Mr. Knightley, in fact, was one of the few people who could see faults in Emma Woodhouse, and the only one who ever told her of them: and though this was not particularly agreeable to Emma herself, she knew it would be much less so to her father, that she would not have him really suspect such a circumstance as her not being thought perfect by every body. (5-6)

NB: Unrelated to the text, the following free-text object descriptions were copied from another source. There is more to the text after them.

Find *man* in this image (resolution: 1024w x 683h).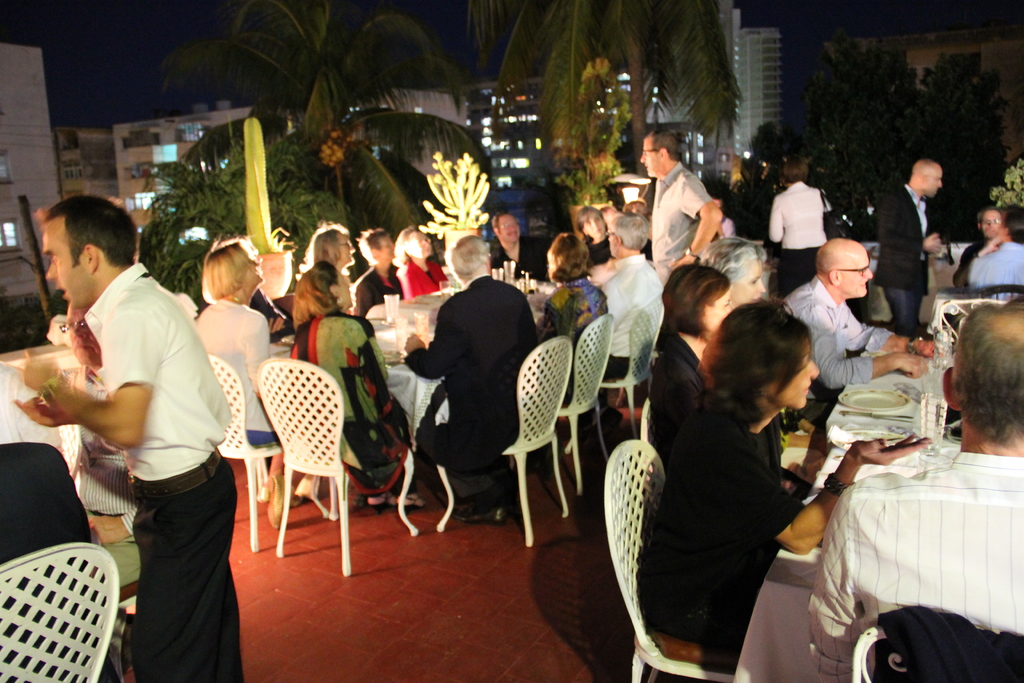
Rect(580, 212, 662, 486).
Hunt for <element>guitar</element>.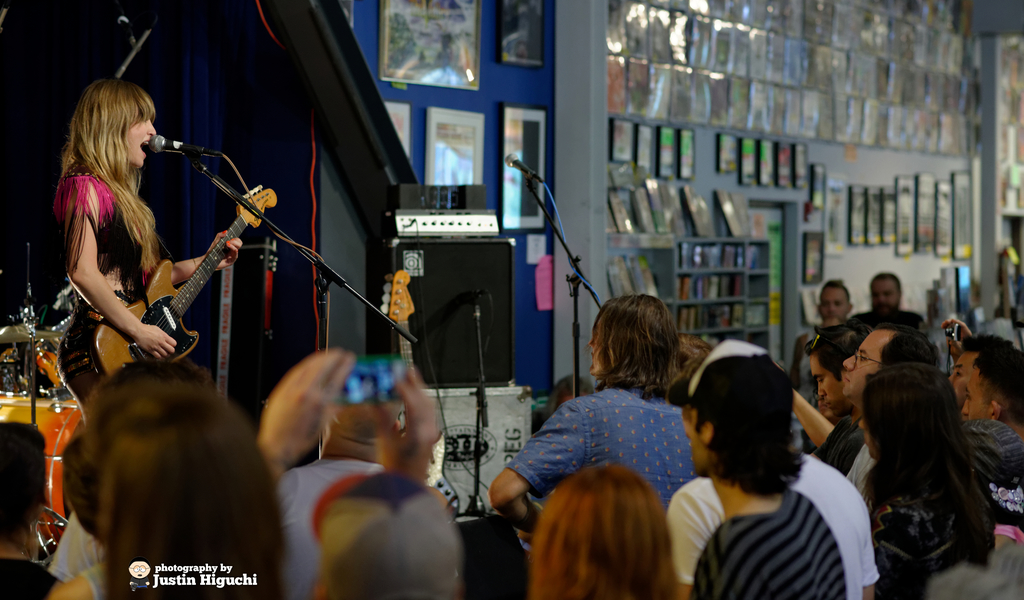
Hunted down at (x1=97, y1=170, x2=261, y2=372).
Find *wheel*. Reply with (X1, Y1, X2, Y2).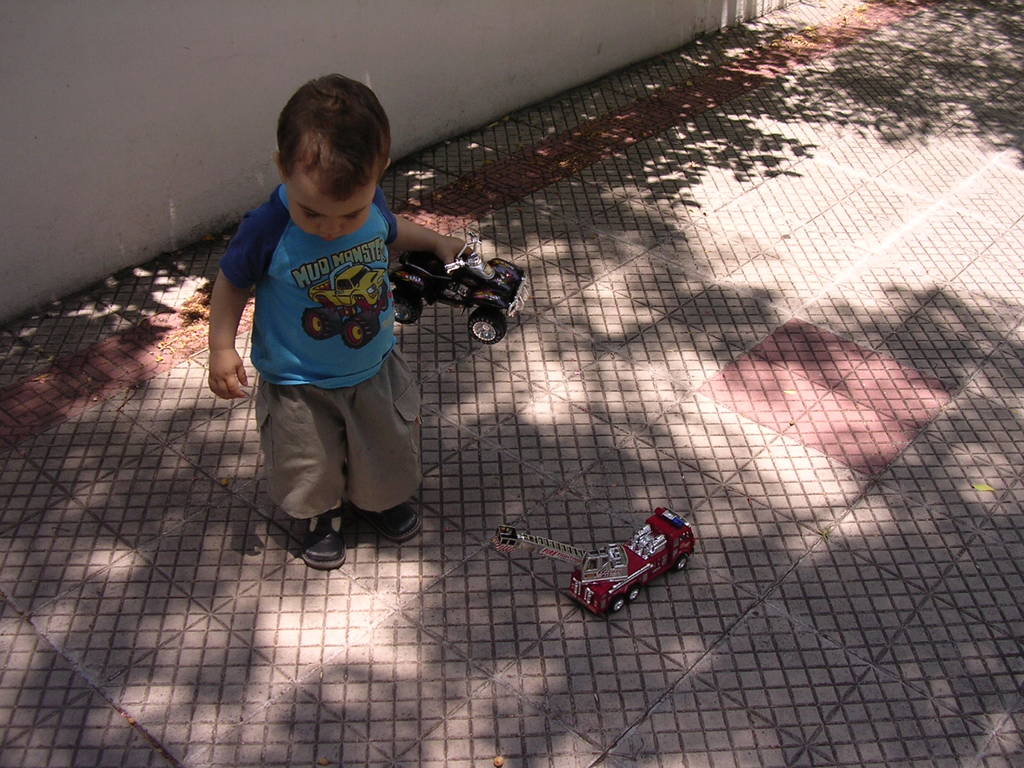
(394, 289, 422, 324).
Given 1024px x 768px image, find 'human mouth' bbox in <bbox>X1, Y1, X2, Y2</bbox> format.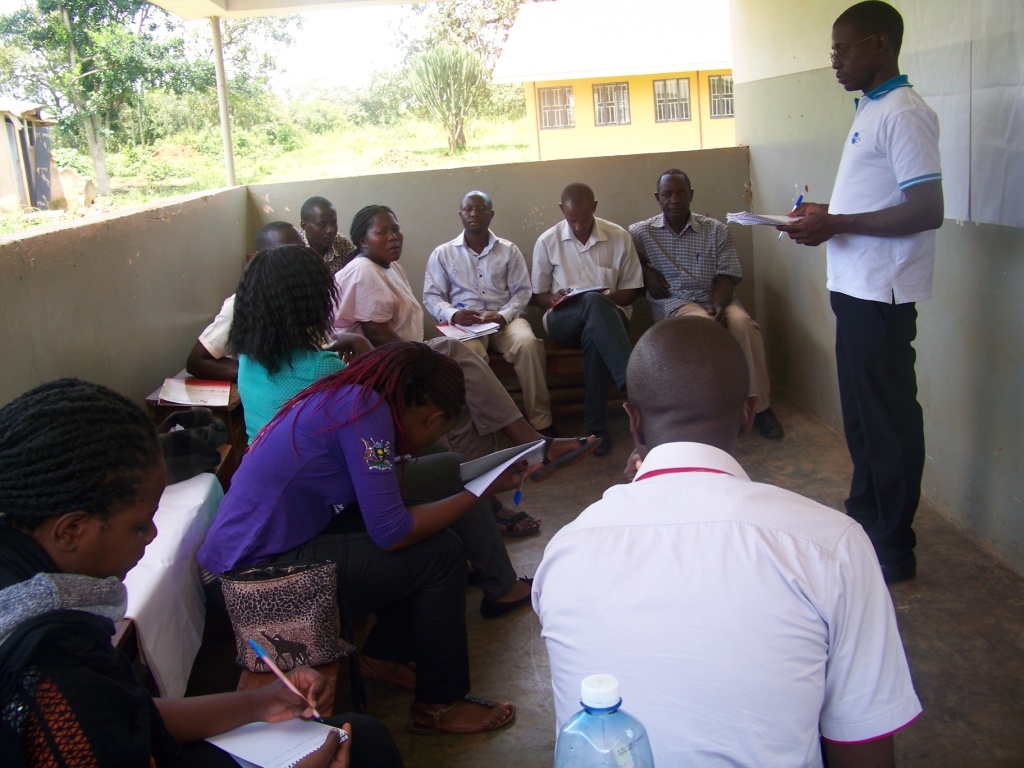
<bbox>665, 204, 691, 218</bbox>.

A less forgiving affection like Knightley's is preferable, in the long run, even to Miss Taylor's affection. It constitutes the "intelligent love" which critics from Simpson to Trilling have recognized as an Austenian ideal. Knightley, above, is interested in the truth; Emma, in disguising the truth from her father. Vain concern for her own reputation-even in a society of three-masks itself as concern for his comfort. She sees her father much as Austen sees Miss Taylor, and as Murdoch sees M: as someone whose love blinds him to the truth about his beloved. Only in the light of egocentric motives could such blindness appear as a desirable quality. Knightley's integrity, in contrast to such blindness, puts him in a position for moral activity, or struggle: how can he reconcile his love of Emma with his perception of her shortcomings? From such a tension the moral life is born.
Austen's novels look forward to Murdoch's christian atheism (with a self-consciously lowercase "c"), just as Murdoch's essays look admiringly back to Austen's milieu, which privileged reflection, and encouraged moralizing of a supple kind. The suppleness grows from an honest and thoroughgoing exploration of human psychology. Ambivalence, partial knowledge, confused sexual longing, egocentrism: these are the given materials with which we have to work. Love, justice, truthfulness-or, in the classical, Dr. Johnsonian vein, good sense, courage, fortitude-these are the ideals toward which to strive. Total success is impossible. But in the attempt nothing less than nobility is gained.